I was so pleased with the [playwright’s] ability to show both sides. One of the reviewers who read these plays said, “These plays are full of sweat and sweetness.” And I think that was such an apt description of the balance. You see how hard the work is. How hard it is to both have a dementia as well as how hard it is to care with somebody with it, but you also see that sometimes there are blessings within that. There is an interdependency that can happen within the relationships because someone needs someone, and that person rises to the occasion to help them.

All three plays do such a good job of illustrating various stages of memory loss and different family dynamics — romantic partnerships changing because of the disease, siblings bickering over how to best to care for their father. Is there one moment that rang especially true to you?

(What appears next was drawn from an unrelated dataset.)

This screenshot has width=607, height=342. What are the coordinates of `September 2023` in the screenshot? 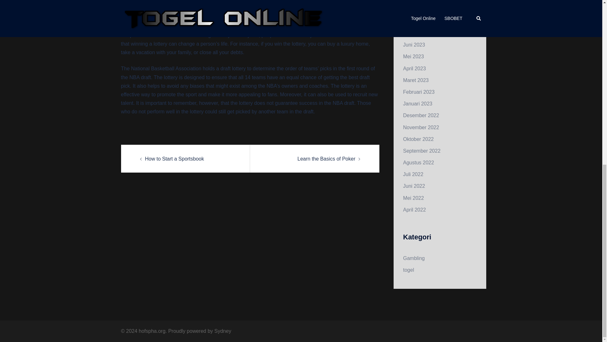 It's located at (422, 9).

I did the first calling — over 90 plays came through — and one of my criteria just to start bringing it down was how well do they accurately reflect the disease process itself? I think in the ones that were ultimately selected by the jury panel, all depict the accurate portrayals of the various things that people have to struggle with. In the first play, you’re dealing with the early stage of dementia, and you’re seeing that place where a caregiver is going: “Is this normal aging? Is this normal? Is there something wrong here?” You pick that up, and as you move along in the progression of the months, you become very aware that it’s not normal. But how skillfully the playwright was able to show the transition of a caregiver from the place of “This might just be normal” to “This is not, and we’re going to have to deal with it. We’re going to have to acknowledge it and change our lives because of it.”

What is one thing that you really want to stress to families when their loved ones receive a diagnosis of dementia?

One of the most important things is to understand is that there is a brain disease present. I think the most frustration comes in the very early time when the caregiver tries to make that person come back to where they were, forcing them to try harder: If you just try, you’ll remember. If you just try, you’ll do these things.

It sets up a tension within a relationship, and it’s terribly frustrating to our patients to always be called back to a level of performance that they can no longer achieve. So we try to help a caregiver come to a place and understand that this is a degenerative process within my loved one’s brain, they are doing the very best that they can and I’m the one who needs to change in order to be able to help them in the best way.